US Coast Guard Master Chief Petty Officer Hat Badge Hawaiian Shirt Summer Holiday Gift
Glioblastoma (GBM). GBM is the most US Coast Guard Master Chief Petty Officer Hat Badge Hawaiian Shirt Summer Holiday Gift and most aggressive brain cancer. It’s highly invasive, which makes complete surgical removal impossible. And because of the blood-brain barrier (BBB), it doesn’t respond to any chemotherapy. The standard-of-care entails multiple rounds of surgery and radiotherapy, yet the five year survival is lower than 5%. Pancreatic cancer (PDAC). PDAC is a notoriously stubborn cancer. The only effective treatment is a very painful and very complex operation called “the Whipple procedure”. However, only 20% of patients are eligible for such operation. And even for those lucky patients, only 20% survived more than five years. For the rest majority of patients, the chance of survival is negligible, because PDAC hardly responds to any form of chemotherapy or radiotherapy. The five year survival overall is 6%.

US Coast Guard Master Chief Petty Officer Hat Badge Hawaiian Shirt Summer Holiday Gift,
Best US Coast Guard Master Chief Petty Officer Hat Badge Hawaiian Shirt Summer Holiday Gift
Yet, it all pales next to this year’s Christmas. Which is surprising, because what a year it’s been. A total shit show, right? Not only have we all had to deal with life’s normal ups and downs, but we’ve had to cope with it all under the most odd and crippling circumstances. My day started at 10:30, with a US Coast Guard Master Chief Petty Officer Hat Badge Hawaiian Shirt Summer Holiday Gift of Prosecco and Xmas tunes. My boy was due to mine from his dad’s at 3pm, so I started prepping food around noon.

People strung cranberries and popcorn, starched little crocheted stars to hang, made paper chains and US Coast Guard Master Chief Petty Officer Hat Badge Hawaiian Shirt Summer Holiday Gift had glass ornaments, usually from Germany, about two inches wide, they would get old and lose their shine. There was real metal tinsel too, that you could throw on with the argument about single strands and clumps. Each side had it’s followers. In the fifties various lights were a big deal, with bubble lights, that had bubbles in the candle portion that moved when plugged in. There were big primary colored lights strung around the tree too, nothing small or ‘tasteful’ Christmas trees were meant to be an explosion of color and light. I took Styrofoam balls and a type of ribbon that would stick to itself when wet, and wrapped the balls, and then used pins to attach sequins and pearls for a pretty design in the sixties. I also cut ‘pop-it’ beads meant for a necklace into dangling ornaments with a hook at the top to put it on the tree. Wrapped cut-up toilet paper tubes in bright wools too. Kids still remember making those.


Your goal »
Take each line below that has "nodes" and copy it.

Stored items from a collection
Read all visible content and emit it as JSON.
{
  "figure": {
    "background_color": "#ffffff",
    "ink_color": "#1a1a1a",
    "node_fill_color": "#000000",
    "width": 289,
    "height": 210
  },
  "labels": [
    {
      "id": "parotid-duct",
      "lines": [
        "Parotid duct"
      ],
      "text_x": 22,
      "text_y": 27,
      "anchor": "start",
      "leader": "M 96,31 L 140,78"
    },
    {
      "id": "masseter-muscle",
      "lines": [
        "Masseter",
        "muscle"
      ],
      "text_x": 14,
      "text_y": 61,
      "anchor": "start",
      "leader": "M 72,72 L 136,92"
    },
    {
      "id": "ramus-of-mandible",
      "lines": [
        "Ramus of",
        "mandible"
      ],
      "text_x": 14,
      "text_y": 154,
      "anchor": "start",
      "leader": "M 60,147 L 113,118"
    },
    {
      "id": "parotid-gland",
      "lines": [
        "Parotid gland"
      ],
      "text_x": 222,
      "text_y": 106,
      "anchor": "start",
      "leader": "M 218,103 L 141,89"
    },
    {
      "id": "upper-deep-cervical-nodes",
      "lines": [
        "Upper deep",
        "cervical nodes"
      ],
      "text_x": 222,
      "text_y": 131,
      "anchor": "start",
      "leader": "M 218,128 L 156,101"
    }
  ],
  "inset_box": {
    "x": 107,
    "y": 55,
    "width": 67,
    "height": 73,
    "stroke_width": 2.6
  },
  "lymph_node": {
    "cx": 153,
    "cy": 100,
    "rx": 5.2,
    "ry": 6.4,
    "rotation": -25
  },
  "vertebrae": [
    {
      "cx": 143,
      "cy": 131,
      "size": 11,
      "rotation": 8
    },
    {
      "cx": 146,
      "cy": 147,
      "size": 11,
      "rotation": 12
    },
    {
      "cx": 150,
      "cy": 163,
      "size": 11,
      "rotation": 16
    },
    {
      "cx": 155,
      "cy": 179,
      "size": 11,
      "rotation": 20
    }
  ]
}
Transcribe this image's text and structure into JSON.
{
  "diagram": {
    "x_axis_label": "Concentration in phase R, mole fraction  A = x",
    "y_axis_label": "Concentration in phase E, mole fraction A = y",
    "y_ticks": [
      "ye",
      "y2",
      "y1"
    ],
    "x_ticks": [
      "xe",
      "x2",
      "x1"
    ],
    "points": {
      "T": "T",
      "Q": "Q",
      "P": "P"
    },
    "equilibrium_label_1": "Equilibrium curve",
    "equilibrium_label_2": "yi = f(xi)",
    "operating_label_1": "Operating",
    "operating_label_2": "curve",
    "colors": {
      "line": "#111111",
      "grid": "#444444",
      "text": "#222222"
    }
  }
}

...

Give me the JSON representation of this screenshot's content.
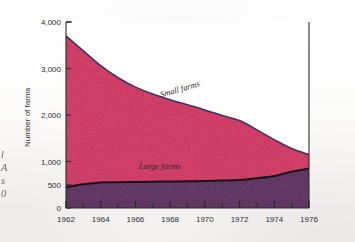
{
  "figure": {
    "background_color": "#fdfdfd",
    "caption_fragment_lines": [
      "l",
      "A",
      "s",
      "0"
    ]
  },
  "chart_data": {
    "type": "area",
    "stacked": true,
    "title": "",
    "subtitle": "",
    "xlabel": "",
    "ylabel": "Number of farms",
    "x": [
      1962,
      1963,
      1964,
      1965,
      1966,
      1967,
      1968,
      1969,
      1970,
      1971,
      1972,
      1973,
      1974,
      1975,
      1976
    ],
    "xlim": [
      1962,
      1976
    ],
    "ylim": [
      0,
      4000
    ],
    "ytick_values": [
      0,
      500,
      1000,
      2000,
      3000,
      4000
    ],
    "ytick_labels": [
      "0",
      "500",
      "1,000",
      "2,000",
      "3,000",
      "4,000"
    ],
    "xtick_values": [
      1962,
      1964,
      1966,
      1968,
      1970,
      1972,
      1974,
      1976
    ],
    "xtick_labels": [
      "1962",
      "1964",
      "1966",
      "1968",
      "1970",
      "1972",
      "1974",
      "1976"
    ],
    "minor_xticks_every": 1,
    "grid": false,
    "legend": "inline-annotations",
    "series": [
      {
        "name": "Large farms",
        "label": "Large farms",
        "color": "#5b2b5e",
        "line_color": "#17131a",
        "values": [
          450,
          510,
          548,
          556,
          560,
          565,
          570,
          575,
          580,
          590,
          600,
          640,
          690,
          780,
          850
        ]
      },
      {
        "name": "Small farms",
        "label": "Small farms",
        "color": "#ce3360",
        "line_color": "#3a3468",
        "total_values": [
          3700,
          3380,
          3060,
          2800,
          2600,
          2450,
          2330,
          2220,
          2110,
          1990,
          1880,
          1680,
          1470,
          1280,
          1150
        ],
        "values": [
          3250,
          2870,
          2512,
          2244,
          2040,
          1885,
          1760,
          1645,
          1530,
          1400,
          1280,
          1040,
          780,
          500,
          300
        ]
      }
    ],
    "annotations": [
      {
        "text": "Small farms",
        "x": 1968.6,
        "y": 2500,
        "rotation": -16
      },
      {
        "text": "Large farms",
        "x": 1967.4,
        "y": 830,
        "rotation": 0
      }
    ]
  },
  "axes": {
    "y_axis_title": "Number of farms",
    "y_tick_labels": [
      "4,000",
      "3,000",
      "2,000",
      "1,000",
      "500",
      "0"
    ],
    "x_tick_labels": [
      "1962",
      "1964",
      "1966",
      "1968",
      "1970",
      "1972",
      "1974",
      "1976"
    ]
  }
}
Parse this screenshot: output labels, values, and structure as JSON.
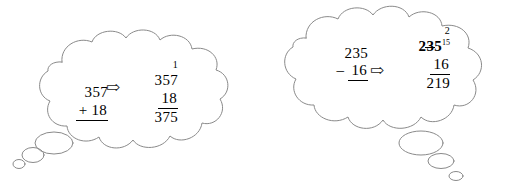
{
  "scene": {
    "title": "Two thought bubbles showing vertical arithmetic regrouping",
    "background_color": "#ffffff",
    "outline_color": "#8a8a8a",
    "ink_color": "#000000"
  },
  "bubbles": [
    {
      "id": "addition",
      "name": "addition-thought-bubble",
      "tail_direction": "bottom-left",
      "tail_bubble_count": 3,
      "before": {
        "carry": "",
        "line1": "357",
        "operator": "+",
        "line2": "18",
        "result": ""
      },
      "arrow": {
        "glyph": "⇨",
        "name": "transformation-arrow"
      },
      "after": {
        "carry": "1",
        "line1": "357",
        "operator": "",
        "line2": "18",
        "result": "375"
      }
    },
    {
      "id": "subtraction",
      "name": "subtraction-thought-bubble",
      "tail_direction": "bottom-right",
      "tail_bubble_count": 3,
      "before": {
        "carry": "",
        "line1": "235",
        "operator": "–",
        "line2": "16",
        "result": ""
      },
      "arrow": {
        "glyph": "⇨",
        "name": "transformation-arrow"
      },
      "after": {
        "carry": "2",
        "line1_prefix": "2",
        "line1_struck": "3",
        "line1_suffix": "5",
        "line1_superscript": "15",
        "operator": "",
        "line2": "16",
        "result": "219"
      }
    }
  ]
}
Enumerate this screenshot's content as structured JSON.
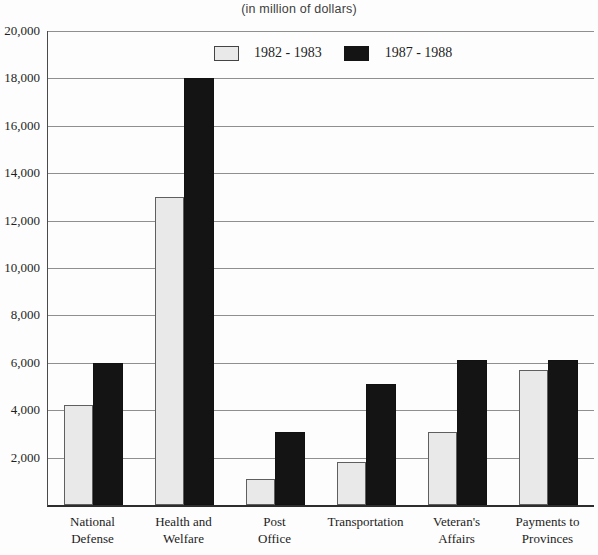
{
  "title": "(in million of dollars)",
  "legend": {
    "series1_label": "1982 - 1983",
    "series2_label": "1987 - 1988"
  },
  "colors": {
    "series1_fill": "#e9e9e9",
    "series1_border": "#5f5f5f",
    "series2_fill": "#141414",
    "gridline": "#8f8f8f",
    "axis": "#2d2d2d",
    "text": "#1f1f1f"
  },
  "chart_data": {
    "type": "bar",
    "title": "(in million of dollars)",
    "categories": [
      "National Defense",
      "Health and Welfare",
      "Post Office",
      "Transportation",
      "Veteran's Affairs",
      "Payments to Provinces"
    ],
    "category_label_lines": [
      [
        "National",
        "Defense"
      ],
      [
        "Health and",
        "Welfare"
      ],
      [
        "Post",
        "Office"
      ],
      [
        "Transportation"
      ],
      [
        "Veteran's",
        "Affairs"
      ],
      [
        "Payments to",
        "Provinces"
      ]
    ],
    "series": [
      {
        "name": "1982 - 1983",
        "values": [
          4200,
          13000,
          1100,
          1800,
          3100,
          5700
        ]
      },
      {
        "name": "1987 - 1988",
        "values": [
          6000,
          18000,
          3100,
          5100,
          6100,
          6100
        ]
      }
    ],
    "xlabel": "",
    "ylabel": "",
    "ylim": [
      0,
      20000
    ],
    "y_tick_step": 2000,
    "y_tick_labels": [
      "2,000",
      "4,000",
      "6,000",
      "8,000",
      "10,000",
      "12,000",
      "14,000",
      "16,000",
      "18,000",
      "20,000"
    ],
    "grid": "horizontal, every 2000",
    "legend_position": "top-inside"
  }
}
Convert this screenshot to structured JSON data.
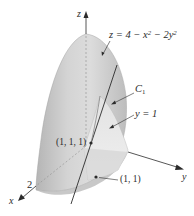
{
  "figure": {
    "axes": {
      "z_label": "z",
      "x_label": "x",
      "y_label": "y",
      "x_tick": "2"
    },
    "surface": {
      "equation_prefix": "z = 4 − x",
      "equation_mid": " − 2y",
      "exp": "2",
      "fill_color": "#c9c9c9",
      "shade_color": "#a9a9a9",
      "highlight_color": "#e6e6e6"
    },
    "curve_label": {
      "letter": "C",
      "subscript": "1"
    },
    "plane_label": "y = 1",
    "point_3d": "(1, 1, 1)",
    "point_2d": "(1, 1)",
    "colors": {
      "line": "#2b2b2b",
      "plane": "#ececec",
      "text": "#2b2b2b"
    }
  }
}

* * *

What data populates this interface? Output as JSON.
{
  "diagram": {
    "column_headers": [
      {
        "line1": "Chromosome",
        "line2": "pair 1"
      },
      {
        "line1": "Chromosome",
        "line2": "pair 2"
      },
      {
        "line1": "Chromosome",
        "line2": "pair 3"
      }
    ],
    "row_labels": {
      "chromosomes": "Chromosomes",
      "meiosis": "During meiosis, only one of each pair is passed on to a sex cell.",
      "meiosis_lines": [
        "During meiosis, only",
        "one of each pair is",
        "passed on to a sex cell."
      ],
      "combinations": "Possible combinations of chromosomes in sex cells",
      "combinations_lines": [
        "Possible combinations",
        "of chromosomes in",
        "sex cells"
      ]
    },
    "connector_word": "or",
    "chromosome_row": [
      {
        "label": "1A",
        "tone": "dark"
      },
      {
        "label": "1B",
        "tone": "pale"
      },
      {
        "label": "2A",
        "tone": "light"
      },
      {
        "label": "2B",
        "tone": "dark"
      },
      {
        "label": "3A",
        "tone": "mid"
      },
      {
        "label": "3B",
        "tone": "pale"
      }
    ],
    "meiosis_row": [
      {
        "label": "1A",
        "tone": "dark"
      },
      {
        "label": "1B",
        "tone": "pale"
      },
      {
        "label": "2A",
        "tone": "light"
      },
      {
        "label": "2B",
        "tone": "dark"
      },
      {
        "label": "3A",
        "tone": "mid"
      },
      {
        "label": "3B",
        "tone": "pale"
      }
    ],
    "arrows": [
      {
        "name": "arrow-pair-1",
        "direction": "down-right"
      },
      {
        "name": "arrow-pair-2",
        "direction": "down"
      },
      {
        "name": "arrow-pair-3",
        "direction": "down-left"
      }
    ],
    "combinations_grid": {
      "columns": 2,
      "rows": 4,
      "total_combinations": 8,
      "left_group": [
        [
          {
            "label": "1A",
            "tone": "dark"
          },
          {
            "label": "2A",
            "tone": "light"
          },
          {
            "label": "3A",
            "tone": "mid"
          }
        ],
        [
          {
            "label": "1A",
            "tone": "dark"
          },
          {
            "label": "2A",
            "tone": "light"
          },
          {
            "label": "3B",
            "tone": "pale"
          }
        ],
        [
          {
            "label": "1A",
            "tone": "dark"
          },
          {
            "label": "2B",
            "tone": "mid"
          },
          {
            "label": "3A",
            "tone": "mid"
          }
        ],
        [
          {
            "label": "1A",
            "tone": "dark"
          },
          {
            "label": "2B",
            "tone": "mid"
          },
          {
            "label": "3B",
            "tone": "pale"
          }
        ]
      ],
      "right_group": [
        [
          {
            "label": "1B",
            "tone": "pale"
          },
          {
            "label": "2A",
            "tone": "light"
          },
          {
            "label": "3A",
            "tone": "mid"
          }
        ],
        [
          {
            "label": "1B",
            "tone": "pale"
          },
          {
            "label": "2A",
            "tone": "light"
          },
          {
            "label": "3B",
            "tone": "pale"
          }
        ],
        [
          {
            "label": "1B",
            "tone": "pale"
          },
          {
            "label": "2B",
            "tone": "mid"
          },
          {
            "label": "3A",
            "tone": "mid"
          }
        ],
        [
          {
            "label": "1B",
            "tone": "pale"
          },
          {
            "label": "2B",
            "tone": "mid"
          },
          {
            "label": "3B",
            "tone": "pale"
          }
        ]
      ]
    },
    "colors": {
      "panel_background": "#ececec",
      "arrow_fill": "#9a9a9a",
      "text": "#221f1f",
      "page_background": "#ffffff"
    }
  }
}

Written response »
      "id": "upper-deep-cervical-nodes",
        "cervical nodes"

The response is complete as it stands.